Browsing the blog archives for April, 2011.

My goal, make you functional in 12 hours

work safe

I’m still thinking about teaching F# to my fellow coworkers later this year. In order to do that, I’ve had to start thinking about what to teach.

This class is a tough assignment for me. The people who want to take it have said, “No parsing!” evidently, parsing is for eggheads and dorks (Fuller is such a reactionary anti-academic). And I have to make it useful! Fine. My thesis is this; F# is best when used for libraries, when used for asynchronous programming and reactive manipulation of streams. Also, functional abstractions and immutability are great for data-centric programming.

Below is my rough syllabus. Please feel free to comment if you think something is missing. It almost surely is.

  • Week one – Making sure you have F#, Basic Syntax, type inference, recursion. There will be a reading assignment to accompany this. In addition, I’ll have a github project up that will have some tests that need to pass. I’m calling these “worksheet” problems.
  • Week two – Pattern matching, higher order functions, maps and folds. A few worksheet problems added to github. A game of life mini-project assignment?
  • Week three – Algebreaic types, records. In addition, we will start dealing with tail-calls and branching recursion. Worksheets.
  • Week four – Streams and Sequences. These are kind of what functional programming is about, to my mind at least. It will allow spring boarding to reactive (eventually). They will write a few streams in worksheets.
  • Week five – Modules, Objects, and Mutable refs. We’ll write a lib that will be used by a CLR program to do the “Flocking Birds”
  • Week six – Asynchronous Workflows. We’ll write a command line podcatcher that will be totally asynchronous, list of urls in a file spits out to RSS feeds, to saved mp3 files.
  • Week seven – Mailboxes. A simple Spreadsheet (parser provided) will allow gets to happen threadsafe from the updates. A worksheet with some massive parallel updates of a queue where everything must be handled thread safe.
  • Week eight & nine – Custom Workflows. You know… Monads. May take a couple weeks. Still no damn idea what I’m doing here, honestly. I need some workflow examples to implement.
  • Week ten – Reactive Programming. We’ll write a generative seqencer that uses a WPF control and a sound lib I’ll provide.
  • Week eleven – back to C#. A view of linq and lambdas.
  • Week twelve – Topics in F#. Lightning talks! And a fluid simulation project. IN 3D! Again, I’ll provide the control.

Oh, theres so much to be fleshed out, but here is where I’m thinking of starting.

And I need to do the projects to make sure they are sized right.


■ How to complete this task: Retype the records below exactly as they appear.

-- Opening Marker --

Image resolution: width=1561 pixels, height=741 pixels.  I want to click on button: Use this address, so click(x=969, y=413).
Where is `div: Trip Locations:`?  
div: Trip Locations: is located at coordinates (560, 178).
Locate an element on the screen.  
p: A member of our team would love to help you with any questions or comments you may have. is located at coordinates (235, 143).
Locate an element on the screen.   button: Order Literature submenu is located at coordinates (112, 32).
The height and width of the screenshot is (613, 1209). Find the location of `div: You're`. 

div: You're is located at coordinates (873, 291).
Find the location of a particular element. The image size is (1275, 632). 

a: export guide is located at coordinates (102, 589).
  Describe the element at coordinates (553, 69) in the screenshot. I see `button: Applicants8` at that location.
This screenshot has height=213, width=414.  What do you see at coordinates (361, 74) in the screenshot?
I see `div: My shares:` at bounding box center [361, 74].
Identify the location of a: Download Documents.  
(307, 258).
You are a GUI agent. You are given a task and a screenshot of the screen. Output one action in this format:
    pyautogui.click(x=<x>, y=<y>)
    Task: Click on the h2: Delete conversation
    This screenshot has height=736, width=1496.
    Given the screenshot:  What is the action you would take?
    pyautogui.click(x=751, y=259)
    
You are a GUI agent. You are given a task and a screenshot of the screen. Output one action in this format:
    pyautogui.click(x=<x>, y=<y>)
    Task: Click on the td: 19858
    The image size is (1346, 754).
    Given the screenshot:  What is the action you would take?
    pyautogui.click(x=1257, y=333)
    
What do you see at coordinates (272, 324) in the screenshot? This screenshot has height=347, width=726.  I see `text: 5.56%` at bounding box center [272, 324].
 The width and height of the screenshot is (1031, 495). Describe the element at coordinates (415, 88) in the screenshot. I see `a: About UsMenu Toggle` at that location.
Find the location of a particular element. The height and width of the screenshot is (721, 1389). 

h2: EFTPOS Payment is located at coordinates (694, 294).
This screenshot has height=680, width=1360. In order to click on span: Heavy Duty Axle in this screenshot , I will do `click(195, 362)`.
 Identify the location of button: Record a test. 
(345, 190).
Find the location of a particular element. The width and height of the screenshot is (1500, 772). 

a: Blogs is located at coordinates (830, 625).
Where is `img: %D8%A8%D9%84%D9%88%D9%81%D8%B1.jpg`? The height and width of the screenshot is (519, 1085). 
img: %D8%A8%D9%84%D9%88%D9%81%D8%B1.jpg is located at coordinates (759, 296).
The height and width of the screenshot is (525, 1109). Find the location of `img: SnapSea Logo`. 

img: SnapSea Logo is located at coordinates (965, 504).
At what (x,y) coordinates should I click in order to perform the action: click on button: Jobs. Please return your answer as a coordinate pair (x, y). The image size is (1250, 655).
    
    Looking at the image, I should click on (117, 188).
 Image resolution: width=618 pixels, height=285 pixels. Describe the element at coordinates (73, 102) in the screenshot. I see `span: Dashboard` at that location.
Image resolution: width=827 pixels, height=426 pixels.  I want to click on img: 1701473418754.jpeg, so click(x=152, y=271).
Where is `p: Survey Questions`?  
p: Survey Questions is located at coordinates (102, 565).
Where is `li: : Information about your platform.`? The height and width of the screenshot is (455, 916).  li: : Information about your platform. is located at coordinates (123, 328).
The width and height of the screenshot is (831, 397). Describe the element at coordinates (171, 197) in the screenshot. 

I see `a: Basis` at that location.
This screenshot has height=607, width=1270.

-- Closing Marker --

■ Answer space:
Image resolution: width=1561 pixels, height=741 pixels.  I want to click on button: Use this address, so click(x=969, y=413).
Where is `div: Trip Locations:`?  
div: Trip Locations: is located at coordinates (560, 178).
Locate an element on the screen.  
p: A member of our team would love to help you with any questions or comments you may have. is located at coordinates (235, 143).
Locate an element on the screen.   button: Order Literature submenu is located at coordinates (112, 32).
The height and width of the screenshot is (613, 1209). Find the location of `div: You're`. 

div: You're is located at coordinates (873, 291).
Find the location of a particular element. The image size is (1275, 632). 

a: export guide is located at coordinates (102, 589).
  Describe the element at coordinates (553, 69) in the screenshot. I see `button: Applicants8` at that location.
This screenshot has height=213, width=414.  What do you see at coordinates (361, 74) in the screenshot?
I see `div: My shares:` at bounding box center [361, 74].
Identify the location of a: Download Documents.  
(307, 258).
You are a GUI agent. You are given a task and a screenshot of the screen. Output one action in this format:
    pyautogui.click(x=<x>, y=<y>)
    Task: Click on the h2: Delete conversation
    This screenshot has height=736, width=1496.
    Given the screenshot:  What is the action you would take?
    pyautogui.click(x=751, y=259)
    
You are a GUI agent. You are given a task and a screenshot of the screen. Output one action in this format:
    pyautogui.click(x=<x>, y=<y>)
    Task: Click on the td: 19858
    The image size is (1346, 754).
    Given the screenshot:  What is the action you would take?
    pyautogui.click(x=1257, y=333)
    
What do you see at coordinates (272, 324) in the screenshot? This screenshot has height=347, width=726.  I see `text: 5.56%` at bounding box center [272, 324].
 The width and height of the screenshot is (1031, 495). Describe the element at coordinates (415, 88) in the screenshot. I see `a: About UsMenu Toggle` at that location.
Find the location of a particular element. The height and width of the screenshot is (721, 1389). 

h2: EFTPOS Payment is located at coordinates (694, 294).
This screenshot has height=680, width=1360. In order to click on span: Heavy Duty Axle in this screenshot , I will do `click(195, 362)`.
 Identify the location of button: Record a test. 
(345, 190).
Find the location of a particular element. The width and height of the screenshot is (1500, 772). 

a: Blogs is located at coordinates (830, 625).
Where is `img: %D8%A8%D9%84%D9%88%D9%81%D8%B1.jpg`? The height and width of the screenshot is (519, 1085). 
img: %D8%A8%D9%84%D9%88%D9%81%D8%B1.jpg is located at coordinates (759, 296).
The height and width of the screenshot is (525, 1109). Find the location of `img: SnapSea Logo`. 

img: SnapSea Logo is located at coordinates (965, 504).
At what (x,y) coordinates should I click in order to perform the action: click on button: Jobs. Please return your answer as a coordinate pair (x, y). The image size is (1250, 655).
    
    Looking at the image, I should click on (117, 188).
 Image resolution: width=618 pixels, height=285 pixels. Describe the element at coordinates (73, 102) in the screenshot. I see `span: Dashboard` at that location.
Image resolution: width=827 pixels, height=426 pixels.  I want to click on img: 1701473418754.jpeg, so click(x=152, y=271).
Where is `p: Survey Questions`?  
p: Survey Questions is located at coordinates (102, 565).
Where is `li: : Information about your platform.`? The height and width of the screenshot is (455, 916).  li: : Information about your platform. is located at coordinates (123, 328).
The width and height of the screenshot is (831, 397). Describe the element at coordinates (171, 197) in the screenshot. 

I see `a: Basis` at that location.
This screenshot has height=607, width=1270.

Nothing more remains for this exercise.